Ask about their guarantee. The normal time spent in writing is two to five years by companies that are confident in their work. Any person hesitant to put down on paper is saying something significant concerning their faith on the result.
The secret of finding someone worth hiring.
The Irish trades are still business by reputation rather than advertisement which is indeed handy.
Start close to home. An online review is worth twenty online reviews by a neighbour that had his/her kitchen done. There is a weight attached to real testimonials that paid testimonials will never have.
Facebook community pages- your local area pages and town groups are always good at this. Ask a question, clarify about what you want and in a matter of hours you will have truthful answers of people who were also using companies in your locality and will have no reason to be polite about the displeasant experience.

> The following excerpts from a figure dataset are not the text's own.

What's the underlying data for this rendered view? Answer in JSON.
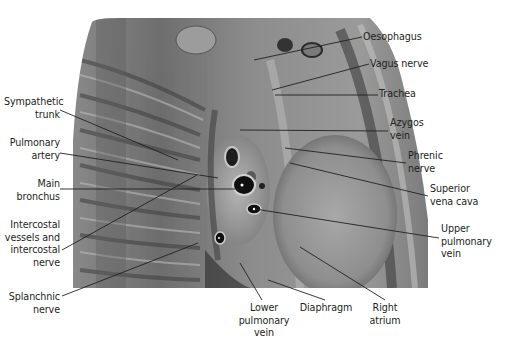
{
  "figure": {
    "photo_bounds": {
      "x": 73,
      "y": 18,
      "width": 352,
      "height": 270
    },
    "colors": {
      "text": "#231f20",
      "leader": "#231f20",
      "background": "#ffffff"
    }
  },
  "labels": {
    "left": [
      {
        "id": "sympathetic-trunk",
        "text": "Sympathetic\ntrunk",
        "x": 4,
        "y": 96,
        "w": 56,
        "line": [
          60,
          110,
          178,
          160
        ]
      },
      {
        "id": "pulmonary-artery",
        "text": "Pulmonary\nartery",
        "x": 4,
        "y": 137,
        "w": 56,
        "line": [
          60,
          153,
          218,
          178
        ]
      },
      {
        "id": "main-bronchus",
        "text": "Main\nbronchus",
        "x": 4,
        "y": 178,
        "w": 56,
        "line": [
          60,
          189,
          244,
          189
        ]
      },
      {
        "id": "intercostal-vessels-nerve",
        "text": "Intercostal\nvessels and\nintercostal\nnerve",
        "x": 4,
        "y": 219,
        "w": 56,
        "line": [
          62,
          250,
          197,
          175
        ]
      },
      {
        "id": "splanchnic-nerve",
        "text": "Splanchnic\nnerve",
        "x": 4,
        "y": 291,
        "w": 56,
        "line": [
          62,
          296,
          198,
          243
        ]
      }
    ],
    "right": [
      {
        "id": "oesophagus",
        "text": "Oesophagus",
        "x": 363,
        "y": 31,
        "line": [
          362,
          37,
          254,
          60
        ]
      },
      {
        "id": "vagus-nerve",
        "text": "Vagus nerve",
        "x": 370,
        "y": 58,
        "line": [
          369,
          64,
          272,
          90
        ]
      },
      {
        "id": "trachea",
        "text": "Trachea",
        "x": 379,
        "y": 88,
        "line": [
          378,
          95,
          275,
          95
        ]
      },
      {
        "id": "azygos-vein",
        "text": "Azygos\nvein",
        "x": 390,
        "y": 117,
        "line": [
          388,
          131,
          240,
          130
        ]
      },
      {
        "id": "phrenic-nerve",
        "text": "Phrenic\nnerve",
        "x": 408,
        "y": 150,
        "line": [
          406,
          163,
          285,
          148
        ]
      },
      {
        "id": "superior-vena-cava",
        "text": "Superior\nvena cava",
        "x": 430,
        "y": 183,
        "line": [
          428,
          196,
          290,
          163
        ]
      },
      {
        "id": "upper-pulmonary-vein",
        "text": "Upper\npulmonary\nvein",
        "x": 441,
        "y": 223,
        "line": [
          439,
          238,
          255,
          209
        ]
      },
      {
        "id": "right-atrium",
        "text": "Right\natrium",
        "x": 371,
        "y": 302,
        "line": [
          385,
          300,
          300,
          247
        ],
        "align": "center",
        "w": 44
      }
    ],
    "bottom": [
      {
        "id": "lower-pulmonary-vein",
        "text": "Lower\npulmonary\nvein",
        "x": 238,
        "y": 302,
        "w": 56,
        "line": [
          262,
          300,
          240,
          263
        ]
      },
      {
        "id": "diaphragm",
        "text": "Diaphragm",
        "x": 303,
        "y": 302,
        "w": 56,
        "line": [
          325,
          300,
          268,
          280
        ]
      }
    ]
  }
}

Google reviews are not to be read but read laterally. Pull up the one and two-star reviews and also examine the response of the company. The practice of professionalism is one of the most obvious lenses that would give a better idea as to how a business is run. Faultfinding and defensiveness ought to drive you out.
Gather three quotes at least. Also ensure that each one is covering exactly the same amount of work i.e. doors only, or doors and frames and carcasses since a partial quote being compared to a full-scale quote is a sure way to become confused about value.

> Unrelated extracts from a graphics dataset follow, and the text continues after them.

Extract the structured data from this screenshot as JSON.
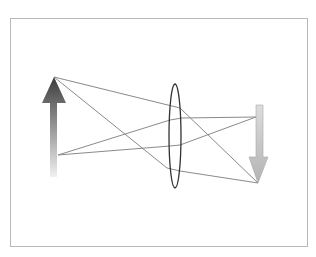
{
  "diagram": {
    "frame": {
      "x": 10,
      "y": 18,
      "width": 297,
      "height": 228,
      "stroke": "#b8b8b8"
    },
    "colors": {
      "ray": "#8a8a8a",
      "lens": "#333333",
      "object_dark": "#3c3c3c",
      "object_light": "#f0f0f0",
      "image_dark": "#b4b4b4",
      "image_light": "#dcdcdc"
    },
    "object_arrow": {
      "label": "object",
      "direction": "up",
      "shaft": {
        "x": 50,
        "y_top": 102,
        "y_bottom": 177,
        "width": 7
      },
      "head": {
        "tip": [
          54,
          77
        ],
        "base_y": 103,
        "base_left": 42,
        "base_right": 66
      }
    },
    "image_arrow": {
      "label": "image",
      "direction": "down",
      "shaft": {
        "x": 256,
        "y_top": 105,
        "y_bottom": 158,
        "width": 7
      },
      "head": {
        "tip": [
          258,
          183
        ],
        "base_y": 157,
        "base_left": 249,
        "base_right": 268
      }
    },
    "lens": {
      "label": "convex lens",
      "cx": 175,
      "cy": 136,
      "rx": 6,
      "ry": 52
    },
    "rays": [
      {
        "name": "top-ray-upper",
        "points": [
          [
            54,
            77
          ],
          [
            180,
            108
          ],
          [
            258,
            183
          ]
        ]
      },
      {
        "name": "top-ray-lower",
        "points": [
          [
            54,
            77
          ],
          [
            167,
            168
          ],
          [
            180,
            171
          ],
          [
            258,
            183
          ]
        ]
      },
      {
        "name": "bottom-ray-upper",
        "points": [
          [
            58,
            155
          ],
          [
            170,
            120
          ],
          [
            182,
            118
          ],
          [
            256,
            117
          ]
        ]
      },
      {
        "name": "bottom-ray-lower",
        "points": [
          [
            58,
            155
          ],
          [
            170,
            146
          ],
          [
            180,
            145
          ],
          [
            256,
            117
          ]
        ]
      }
    ]
  }
}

When Respraying Is the Ught Answer.
There is no use denying it.
Wickedly warped cabinets doors with swollen edges, or falling to pieces, can never be salvaged by paint. A respray enhances the surface that is in good condition – a respray cannot repair surfaces that are really damaged.
Same with the cadavers behind the doors. In case they are wet, greasy or have defective structure, the issue goes deeper than appearance and must be addressed accordingly in the first place.

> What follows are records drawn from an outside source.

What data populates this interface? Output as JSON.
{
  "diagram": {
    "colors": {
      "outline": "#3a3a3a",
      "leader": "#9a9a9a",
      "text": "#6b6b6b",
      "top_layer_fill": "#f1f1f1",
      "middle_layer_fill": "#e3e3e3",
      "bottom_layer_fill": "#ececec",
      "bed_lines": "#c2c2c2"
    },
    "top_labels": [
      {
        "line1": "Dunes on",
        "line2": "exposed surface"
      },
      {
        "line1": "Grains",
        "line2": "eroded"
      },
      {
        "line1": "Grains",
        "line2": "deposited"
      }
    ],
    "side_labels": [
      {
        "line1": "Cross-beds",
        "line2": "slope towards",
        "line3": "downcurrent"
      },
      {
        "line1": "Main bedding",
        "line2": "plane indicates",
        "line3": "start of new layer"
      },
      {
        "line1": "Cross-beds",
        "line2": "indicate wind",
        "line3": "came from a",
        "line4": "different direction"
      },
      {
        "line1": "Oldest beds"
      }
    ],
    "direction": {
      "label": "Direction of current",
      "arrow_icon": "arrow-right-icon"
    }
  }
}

And even when your kitchen layout makes you literally insane – when the workflow is annoying and no visual solution will resolve this daily irritation – then a respray will get you a prettier version of something that still will not perform as desired. That is worth telling yourself the truth before going to spend money.
But workable kitchens, which only look chippy? One of the most competitive value propositions in Irish home improvement currently is a respray.
An example of a story that shows the point.
Last year, a family in Limerick was quoted 19500 to have their entire kitchen replaced. New all round, units, work tops, all. They waited, obtained three respray quotes and settled on a company that quoted them a deep charcoal with new brushed nickel handles at a cost of 2600.
One of the relatives came two weeks after the work was done and spent half an hour enquiring about the new kitchen – what unit brand they had chosen, what they had found their worktops, whether the layout was different.
The layout hadn’t changed. Neither had the worktops. The doors and the handles only.
That story is not unusual. It is the logical result of a respray job.
The Bottom Line
In the case of a structurally sound kitchen, but you are tired of the way it looks, then it is almost certain that a respray is worth thinking seriously over before anything more radical. The difference in terms of finance is quite considerable. The visual effects, the work of an expert operator, are really amazing. The interference is low in comparison to complete renovation.
Identify an organization that has an actual track record. Combative questions regarding process and materials. See their reviews critically. Do not go after the lowest price. And believe any tradesperson, who begins to speak of prep, before he begins to speak of colour, that he is the right man to the work.